Employment standards page 2 of 47

466 articles are classified in All Articles > Compliance > Employment standards


FWO secures $75K AA penalty against sandstone university

A court has accepted that Melbourne University threatened two casual workers that "if you claim outside your contracted hours don't expect work next year" and when one worker tried to claim five additional hours it refused to further engage her, calling her a "self-entitled Y-genner" on a "crusade behind the scenes".

FWO meeting unions, employers as criminal penalty regime looms

Fair Work Ombudsman Anna Booth will next week hold the first meeting of a new tripartite advisory group, as her organisation prepares for the new criminal penalties regime and "safe harbour" mechanisms for employers who transgress but are willing to lift their games.

Maximum fine for diplomat who kept worker in "slave-like conditions"

A court has hit a former Indian High Commissioner with maximum fines for entrapping a worker in "powerless domestic servitude" in the guise of a diplomatic posting, paying her $9 daily to keep his palatial Canberra home 17.5 hours a day, seven days a week.

Merivale to pay $18 million to end shortpay case

Justin Hemmes' Merivale has agreed to a $18 million settlement of an underpayments class action that Adero Law once valued at up to $150 million, with more than $8.6 million to go towards fees and commissions and the rest potentially split between about 14,000 group members.

Police commissioner's vax mandate unlawful: Court

Queensland's departing police commissioner failed to properly consider the human rights implications of two ultimately unlawful vaccination mandates issued at the height of the COVID-19 pandemic, a Supreme Court review has found.

Court holds accountants to account for withholding records

An accountancy firm and its principal must pay penalties totalling almost $70,000 for failing to comply with FWO notices to produce documents linked to to its client's "grossly inadequate" employee record-keeping.

Invest now in compliance, Stewart urges employers

Closing Loopholes 2 provisions that substantially increase penalties for breaching the Fair Work Act should prompt employers to consider boosting their investment in payroll systems and checking compliance, Adelaide University Professor of Law Andrew Stewart says.


Burke pledges to block double-dipping

Workplace Relations Minister Tony Burke intends to amend the Closing Loopholes No 2 legislation so that "employee-like" workers in the gig economy and in road transport cannot "double-dip" in the federal and state IR systems.

Chest infection a temporary disability: Court

A court has ordered a cafe to pay a teenage worker $7300 compensation, including $6000 for hurt and humiliation, after it took unlawful adverse action because of his temporary disability when it dismissed him for calling in sick due to a chest infection.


What the task requires: Look through the records that follow. Copy every line containing the word "ring".

Data listing:
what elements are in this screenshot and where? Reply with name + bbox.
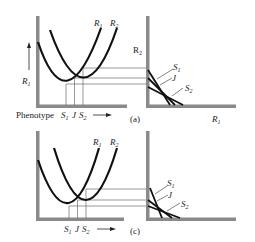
- diagram-canvas: R1 R1 R2 Phenotype S1 J S2 R2 R1: [0, 0, 255, 242]
- panel-a-curve-label-r2: R2: [109, 18, 119, 29]
- panel-a-marker-j: J: [72, 110, 77, 120]
- panel-c-marker-s2: S2: [82, 224, 90, 235]
- panel-c-marker-j: J: [75, 224, 80, 234]
- panel-c-curve-r1: [38, 148, 99, 203]
- panel-a-line-label-s1: S1: [173, 62, 181, 73]
- panel-c-line-label-s2: S2: [181, 199, 189, 210]
- panel-a-line-label-j: J: [172, 73, 177, 83]
- panel-a-caption: (a): [130, 114, 140, 124]
- panel-c-curve-label-r1: R1: [92, 137, 102, 148]
- panel-a: R1 R1 R2 Phenotype S1 J S2 R2 R1: [16, 16, 236, 125]
- panel-c-line-label-j: J: [168, 190, 173, 200]
- panel-c-left-x-axis: [36, 218, 124, 222]
- right-arrow-icon: [97, 227, 116, 231]
- panel-a-right-lines: [148, 70, 183, 105]
- panel-a-marker-s1: S1: [61, 110, 69, 121]
- panel-a-right-x-label: R1: [211, 114, 221, 125]
- panel-c-right-x-axis: [146, 218, 236, 222]
- panel-c-caption: (c): [130, 226, 140, 236]
- panel-a-y-label: R1: [21, 76, 31, 87]
- panel-a-right-y-label: R2: [133, 45, 142, 56]
- panel-a-x-label: Phenotype: [16, 110, 54, 120]
- up-arrow-icon: [27, 42, 31, 70]
- panel-c-right-lines: [148, 188, 180, 218]
- panel-c-curve-r2: [54, 148, 117, 200]
- panel-c-marker-s1: S1: [64, 224, 72, 235]
- panel-a-curve-r2: [50, 28, 117, 78]
- panel-a-left-y-axis: [36, 16, 40, 108]
- panel-a-right-y-axis: [146, 16, 150, 108]
- panel-c: R1 R2 S1 J S2 S1 J S2 (c): [36, 131, 236, 236]
- right-arrow-icon: [93, 113, 112, 117]
- panel-a-marker-s2: S2: [79, 110, 87, 121]
- panel-a-curve-label-r1: R1: [93, 18, 103, 29]
- panel-c-line-label-s1: S1: [167, 178, 175, 189]
- panel-c-right-y-axis: [146, 131, 150, 221]
- panel-a-line-label-s2: S2: [185, 83, 193, 94]
- panel-a-left-x-axis: [36, 105, 127, 109]
- panel-c-curve-label-r2: R2: [109, 137, 119, 148]
- panel-c-left-y-axis: [36, 131, 40, 221]
- panel-a-right-x-axis: [146, 105, 236, 109]
- panel-a-curve-r1: [38, 28, 101, 81]
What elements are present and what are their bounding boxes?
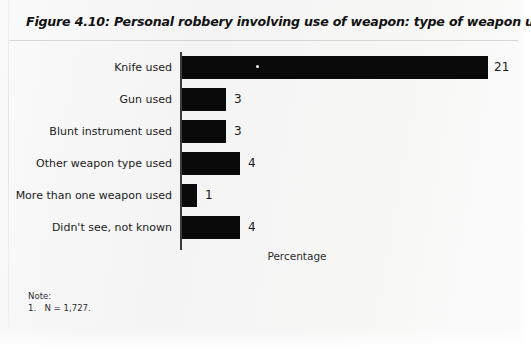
x-axis-caption: Percentage: [182, 250, 412, 262]
category-label: Knife used: [0, 52, 172, 83]
bar-value-label: 4: [248, 212, 256, 243]
category-label: More than one weapon used: [0, 180, 172, 211]
bar-row: Blunt instrument used 3: [0, 116, 531, 147]
bar-more-than-one-weapon-used: [182, 184, 197, 207]
bar-row: More than one weapon used 1: [0, 180, 531, 211]
footnote-heading: Note:: [28, 291, 91, 303]
asterisk-marker-icon: [256, 65, 259, 68]
bar-row: Knife used 21: [0, 52, 531, 83]
figure-title: Figure 4.10: Personal robbery involving …: [26, 14, 506, 29]
value-axis-line: [180, 52, 182, 250]
bar-row: Didn't see, not known 4: [0, 212, 531, 243]
page-edge-bottom-shadow: [0, 332, 531, 354]
bar-row: Gun used 3: [0, 84, 531, 115]
title-divider: [10, 40, 518, 41]
bar-value-label: 21: [494, 52, 509, 83]
figure-footnote: Note: 1. N = 1,727.: [28, 291, 91, 314]
category-label: Gun used: [0, 84, 172, 115]
bar-value-label: 3: [234, 84, 242, 115]
bar-knife-used: [182, 56, 488, 79]
bar-value-label: 1: [205, 180, 213, 211]
category-label: Other weapon type used: [0, 148, 172, 179]
bar-gun-used: [182, 88, 226, 111]
figure-sheet: Figure 4.10: Personal robbery involving …: [0, 0, 531, 354]
bar-value-label: 3: [234, 116, 242, 147]
bar-chart-plot-area: Knife used 21 Gun used 3 Blunt instrumen…: [0, 52, 531, 277]
bar-row: Other weapon type used 4: [0, 148, 531, 179]
bar-didnt-see-not-known: [182, 216, 240, 239]
bar-value-label: 4: [248, 148, 256, 179]
category-label: Didn't see, not known: [0, 212, 172, 243]
bar-blunt-instrument-used: [182, 120, 226, 143]
bar-other-weapon-type-used: [182, 152, 240, 175]
footnote-item: 1. N = 1,727.: [28, 303, 91, 315]
category-label: Blunt instrument used: [0, 116, 172, 147]
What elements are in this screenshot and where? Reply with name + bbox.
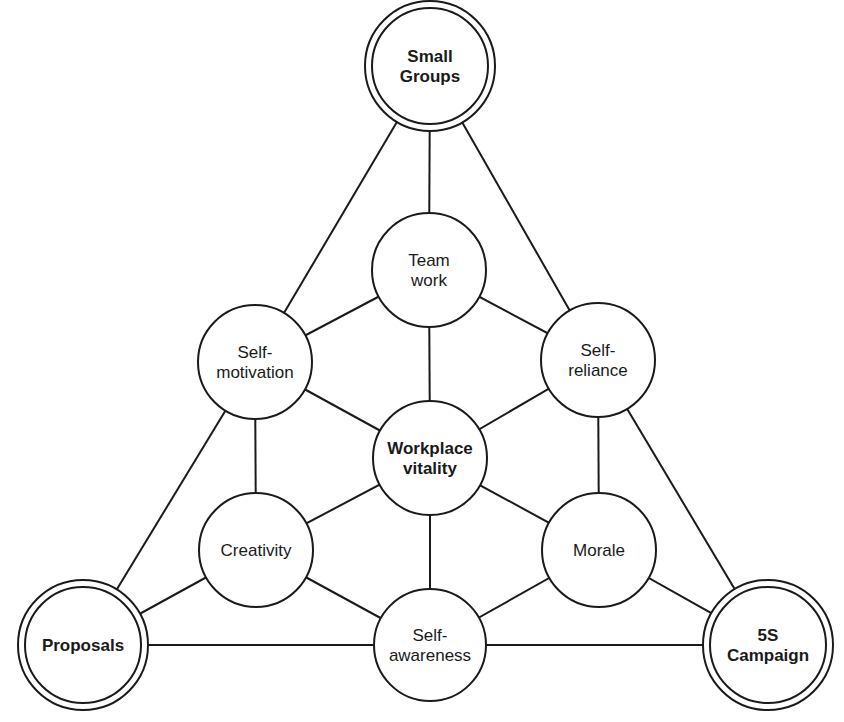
node-label: Small xyxy=(407,47,452,66)
node-label: Team xyxy=(408,251,450,270)
node-label: Proposals xyxy=(42,636,124,655)
node-label: Campaign xyxy=(727,646,809,665)
node-label: Self- xyxy=(413,626,448,645)
node-label: vitality xyxy=(403,459,457,478)
node-small-groups: SmallGroups xyxy=(365,1,495,131)
node-workplace-vitality: Workplacevitality xyxy=(373,401,487,515)
node-label: awareness xyxy=(389,646,471,665)
node-five-s-campaign: 5SCampaign xyxy=(703,580,833,710)
node-proposals: Proposals xyxy=(18,580,148,710)
node-circle xyxy=(372,213,486,327)
node-label: Groups xyxy=(400,67,460,86)
node-self-motivation: Self-motivation xyxy=(198,305,312,419)
node-label: Self- xyxy=(238,343,273,362)
inner-ring xyxy=(372,8,488,124)
node-label: motivation xyxy=(216,363,293,382)
node-label: Self- xyxy=(581,341,616,360)
node-label: Workplace xyxy=(387,439,473,458)
node-circle xyxy=(373,401,487,515)
node-circle xyxy=(198,305,312,419)
node-circle xyxy=(541,303,655,417)
concept-nodes: SmallGroupsTeamworkSelf-motivationSelf-r… xyxy=(18,1,833,710)
node-label: Creativity xyxy=(221,541,292,560)
node-label: Morale xyxy=(573,541,625,560)
node-label: work xyxy=(410,271,447,290)
node-self-reliance: Self-reliance xyxy=(541,303,655,417)
connector-lines xyxy=(83,66,768,645)
node-label: 5S xyxy=(758,626,779,645)
node-teamwork: Teamwork xyxy=(372,213,486,327)
node-label: reliance xyxy=(568,361,628,380)
inner-ring xyxy=(710,587,826,703)
workplace-vitality-diagram: SmallGroupsTeamworkSelf-motivationSelf-r… xyxy=(0,0,844,722)
node-self-awareness: Self-awareness xyxy=(374,589,486,701)
node-circle xyxy=(374,589,486,701)
node-morale: Morale xyxy=(542,493,656,607)
node-creativity: Creativity xyxy=(199,493,313,607)
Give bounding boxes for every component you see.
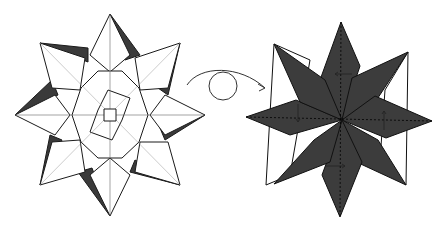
origami-diagram <box>0 0 436 228</box>
star-back <box>246 22 432 217</box>
turn-over-arrow-icon <box>187 70 265 100</box>
star-front <box>15 14 205 216</box>
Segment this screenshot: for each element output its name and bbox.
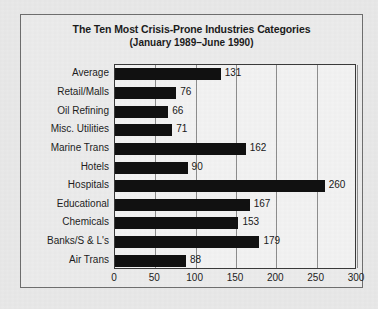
- x-tick-label: 200: [267, 271, 284, 285]
- bar: [115, 236, 259, 248]
- gridline: [357, 65, 358, 268]
- value-axis-labels: 050100150200250300: [114, 271, 356, 287]
- bar-value-label: 71: [176, 123, 187, 135]
- x-tick-label: 50: [149, 271, 160, 285]
- category-label: Hospitals: [68, 179, 109, 191]
- bar-value-label: 153: [242, 216, 259, 228]
- category-label: Hotels: [81, 161, 109, 173]
- bar-row: 153: [115, 217, 357, 229]
- category-label: Average: [72, 67, 109, 79]
- chart-subtitle: (January 1989–June 1990): [21, 36, 362, 50]
- bar-rows-layer: 1317666711629026016715317988: [115, 65, 355, 268]
- plot-area: 1317666711629026016715317988: [114, 64, 356, 269]
- bar-value-label: 179: [263, 235, 280, 247]
- bar-row: 131: [115, 68, 357, 80]
- chart-figure-frame: The Ten Most Crisis-Prone Industries Cat…: [20, 14, 363, 288]
- category-label: Marine Trans: [51, 142, 109, 154]
- category-label: Air Trans: [69, 254, 109, 266]
- bar: [115, 199, 250, 211]
- bar: [115, 180, 325, 192]
- bar-row: 162: [115, 143, 357, 155]
- category-label: Chemicals: [62, 216, 109, 228]
- category-label: Retail/Malls: [57, 86, 109, 98]
- bar: [115, 162, 188, 174]
- category-label: Educational: [57, 198, 109, 210]
- category-axis-labels: AverageRetail/MallsOil RefiningMisc. Uti…: [22, 64, 109, 269]
- bar-value-label: 167: [254, 198, 271, 210]
- bar: [115, 68, 221, 80]
- category-label: Misc. Utilities: [51, 123, 109, 135]
- bar-value-label: 131: [225, 67, 242, 79]
- bar: [115, 124, 172, 136]
- bar-value-label: 90: [192, 161, 203, 173]
- bar-row: 71: [115, 124, 357, 136]
- category-label: Oil Refining: [57, 105, 109, 117]
- bar: [115, 143, 246, 155]
- bar-row: 260: [115, 180, 357, 192]
- x-tick-label: 0: [111, 271, 117, 285]
- chart-title-block: The Ten Most Crisis-Prone Industries Cat…: [21, 22, 362, 50]
- bar-value-label: 66: [172, 105, 183, 117]
- bar: [115, 217, 238, 229]
- bar-value-label: 260: [329, 179, 346, 191]
- bar-row: 66: [115, 106, 357, 118]
- bar: [115, 87, 176, 99]
- category-label: Banks/S & L's: [47, 235, 109, 247]
- plot-wrap: 1317666711629026016715317988 AverageReta…: [114, 64, 356, 269]
- bar-row: 179: [115, 236, 357, 248]
- bar-row: 88: [115, 255, 357, 267]
- bar: [115, 106, 168, 118]
- x-tick-label: 250: [307, 271, 324, 285]
- x-tick-label: 300: [348, 271, 365, 285]
- chart-title: The Ten Most Crisis-Prone Industries Cat…: [21, 22, 362, 36]
- bar-value-label: 76: [180, 86, 191, 98]
- bar: [115, 255, 186, 267]
- x-tick-label: 100: [186, 271, 203, 285]
- bar-row: 167: [115, 199, 357, 211]
- bar-row: 76: [115, 87, 357, 99]
- bar-value-label: 88: [190, 254, 201, 266]
- bar-row: 90: [115, 162, 357, 174]
- bar-value-label: 162: [250, 142, 267, 154]
- x-tick-label: 150: [227, 271, 244, 285]
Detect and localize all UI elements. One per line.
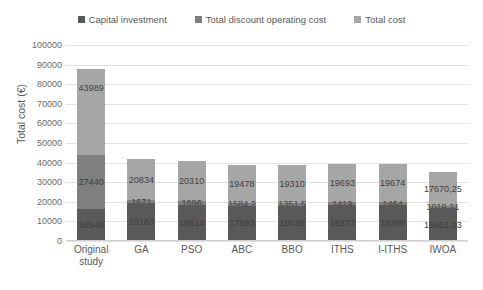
y-tick-label: 20000 (37, 197, 62, 207)
y-tick-label: 60000 (37, 118, 62, 128)
y-tick-label: 70000 (37, 99, 62, 109)
bar-value-label: 19693 (330, 178, 355, 188)
x-axis-label: Original study (66, 244, 116, 268)
gridline (66, 241, 468, 242)
stacked-bar-chart: Capital investmentTotal discount operati… (0, 0, 483, 290)
bar-value-label: 17670,25 (424, 184, 462, 194)
chart-legend: Capital investmentTotal discount operati… (0, 14, 483, 25)
bar-segment[interactable]: 18039 (278, 206, 306, 241)
bar-value-label: 19310 (280, 179, 305, 189)
bar-stack[interactable]: 193101351,518039 (278, 165, 306, 241)
x-axis-label: BBO (267, 244, 317, 268)
y-tick-label: 50000 (37, 138, 62, 148)
legend-item[interactable]: Total cost (354, 14, 405, 25)
y-tick-label: 80000 (37, 79, 62, 89)
bar-value-label: 43989 (79, 83, 104, 93)
legend-swatch-icon (354, 16, 361, 23)
bar-segment[interactable]: 19693 (328, 164, 356, 203)
bar-segment[interactable]: 17670,25 (429, 172, 457, 207)
bar-group[interactable]: 19674146418209 (368, 45, 418, 241)
y-tick-label: 90000 (37, 60, 62, 70)
bar-group[interactable]: 20834167119163 (116, 45, 166, 241)
y-axis-tick-labels: 1000009000080000700006000050000400003000… (0, 45, 62, 241)
plot-area: 4398927440165492083416711916320310169618… (66, 45, 468, 241)
bar-value-label: 16549 (79, 220, 104, 230)
bar-segment[interactable]: 19478 (228, 165, 256, 203)
bar-stack[interactable]: 439892744016549 (77, 69, 105, 241)
bar-value-label: 20310 (179, 176, 204, 186)
bar-value-label: 18273 (330, 218, 355, 228)
bar-value-label: 18209 (380, 218, 405, 228)
bar-value-label: 27440 (79, 177, 104, 187)
y-tick-label: 40000 (37, 158, 62, 168)
bar-value-label: 19163 (129, 217, 154, 227)
bar-stack[interactable]: 19693141918273 (328, 164, 356, 241)
x-axis-label: IWOA (418, 244, 468, 268)
legend-label: Capital investment (89, 14, 167, 25)
bar-segment[interactable]: 19674 (379, 164, 407, 203)
legend-label: Total discount operating cost (206, 14, 326, 25)
y-tick-label: 100000 (32, 40, 62, 50)
bar-segment[interactable]: 20310 (178, 161, 206, 201)
x-axis-label: ITHS (317, 244, 367, 268)
bar-stack[interactable]: 20834167119163 (127, 159, 155, 241)
y-tick-label: 10000 (37, 216, 62, 226)
bar-segment[interactable]: 18614 (178, 205, 206, 241)
bar-value-label: 17893 (229, 218, 254, 228)
bar-group[interactable]: 194781584,217893 (217, 45, 267, 241)
bar-segment[interactable]: 43989 (77, 69, 105, 155)
bar-stack[interactable]: 194781584,217893 (228, 165, 256, 241)
legend-label: Total cost (365, 14, 405, 25)
legend-item[interactable]: Total discount operating cost (195, 14, 326, 25)
bar-segment[interactable]: 27440 (77, 155, 105, 209)
bar-group[interactable]: 20310169618614 (167, 45, 217, 241)
bar-stack[interactable]: 19674146418209 (379, 164, 407, 241)
bar-group[interactable]: 19693141918273 (317, 45, 367, 241)
x-axis-label: PSO (167, 244, 217, 268)
bar-value-label: 18039 (280, 218, 305, 228)
bar-segment[interactable]: 18273 (328, 205, 356, 241)
bar-segment[interactable]: 19310 (278, 165, 306, 203)
bar-value-label: 20834 (129, 175, 154, 185)
bar-segment[interactable]: 16549 (77, 209, 105, 241)
bar-group[interactable]: 439892744016549 (66, 45, 116, 241)
bar-stack[interactable]: 20310169618614 (178, 161, 206, 241)
bar-series-container: 4398927440165492083416711916320310169618… (66, 45, 468, 241)
legend-swatch-icon (195, 16, 202, 23)
bar-group[interactable]: 193101351,518039 (267, 45, 317, 241)
bar-segment[interactable]: 18209 (379, 205, 407, 241)
bar-stack[interactable]: 17670,251019,2116651,03 (429, 172, 457, 241)
bar-segment[interactable]: 19163 (127, 203, 155, 241)
bar-value-label: 18614 (179, 218, 204, 228)
bar-value-label: 16651,03 (424, 220, 462, 230)
legend-item[interactable]: Capital investment (78, 14, 167, 25)
legend-swatch-icon (78, 16, 85, 23)
x-axis-label: I-ITHS (368, 244, 418, 268)
x-axis-line (66, 240, 468, 241)
bar-group[interactable]: 17670,251019,2116651,03 (418, 45, 468, 241)
bar-segment[interactable]: 20834 (127, 159, 155, 200)
y-tick-label: 30000 (37, 177, 62, 187)
x-axis-label: ABC (217, 244, 267, 268)
x-axis-label: GA (116, 244, 166, 268)
y-tick-label: 0 (57, 236, 62, 246)
bar-segment[interactable]: 17893 (228, 206, 256, 241)
bar-value-label: 19478 (229, 179, 254, 189)
bar-segment[interactable]: 16651,03 (429, 208, 457, 241)
bar-value-label: 19674 (380, 178, 405, 188)
x-axis-category-labels: Original studyGAPSOABCBBOITHSI-ITHSIWOA (66, 244, 468, 268)
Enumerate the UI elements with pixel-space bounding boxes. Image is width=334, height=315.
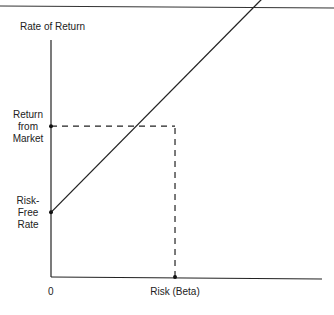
y-annotation-1-line-1: Free	[18, 207, 39, 218]
y-annotation-1-line-0: Risk-	[17, 195, 40, 206]
data-point-1	[49, 124, 53, 128]
y-annotation-1-line-2: Rate	[17, 219, 39, 230]
x-axis	[51, 277, 322, 279]
capm-chart: Rate of Return 0 Risk (Beta) ReturnfromM…	[0, 0, 334, 315]
x-axis-label: Risk (Beta)	[150, 286, 199, 297]
y-annotation-0-line-1: from	[18, 121, 38, 132]
top-border	[0, 6, 334, 8]
x-tick-label-0: 0	[48, 286, 54, 297]
y-axis-label: Rate of Return	[20, 21, 85, 32]
y-annotation-0-line-2: Market	[13, 133, 44, 144]
data-point-2	[173, 275, 177, 279]
data-point-0	[49, 210, 53, 214]
y-annotation-0-line-0: Return	[13, 109, 43, 120]
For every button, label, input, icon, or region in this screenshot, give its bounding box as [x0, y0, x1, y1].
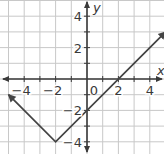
- y-tick-label: 4: [74, 9, 82, 24]
- y-tick-label: −4: [63, 135, 82, 150]
- axes: [3, 2, 162, 152]
- x-tick-label: −4: [12, 83, 31, 98]
- x-tick-label: 4: [146, 83, 154, 98]
- x-tick-label: 0: [90, 83, 98, 98]
- y-tick-label: −2: [63, 103, 82, 118]
- x-tick-label: −2: [43, 83, 62, 98]
- y-tick-label: 2: [74, 41, 82, 56]
- x-axis-label: x: [156, 63, 164, 78]
- x-tick-label: 2: [114, 83, 122, 98]
- tick-labels: −4−2024−4−224xy: [12, 0, 164, 150]
- coordinate-plane: −4−2024−4−224xy: [0, 0, 164, 154]
- y-axis-label: y: [92, 0, 101, 15]
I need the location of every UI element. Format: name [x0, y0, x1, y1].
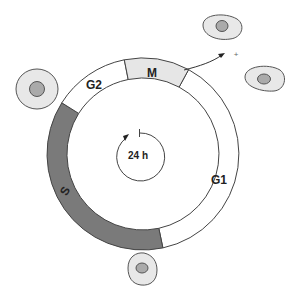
nucleus — [258, 74, 271, 84]
cell-top-right-1 — [203, 15, 242, 40]
mitosis-arrow — [184, 55, 222, 70]
label-g1: G1 — [211, 173, 227, 187]
label-m: M — [147, 66, 157, 80]
cell-bottom — [128, 253, 157, 285]
label-g2: G2 — [86, 78, 102, 92]
cell-cycle-diagram: M G1 S G2 24 h + — [0, 0, 294, 293]
cell-left — [16, 69, 58, 109]
center-duration-label: 24 h — [128, 150, 148, 161]
phase-s-segment — [47, 103, 163, 250]
nucleus — [216, 21, 228, 32]
nucleus — [30, 82, 45, 97]
phase-g1-segment — [159, 70, 239, 248]
division-plus: + — [234, 50, 239, 59]
cell-top-right-2 — [245, 66, 285, 91]
nucleus — [136, 263, 148, 273]
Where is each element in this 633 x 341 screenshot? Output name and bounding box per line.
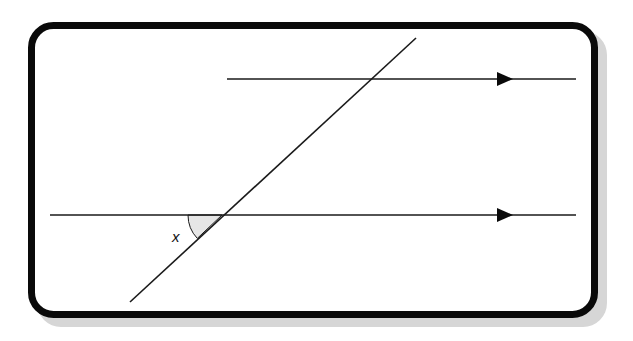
diagram-svg: x: [0, 0, 633, 341]
angle-label-x: x: [171, 228, 180, 245]
frame-border: [32, 26, 595, 315]
diagram-canvas: x: [0, 0, 633, 341]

Output:
inner-ring xyxy=(372,8,488,124)
inner-ring xyxy=(710,587,826,703)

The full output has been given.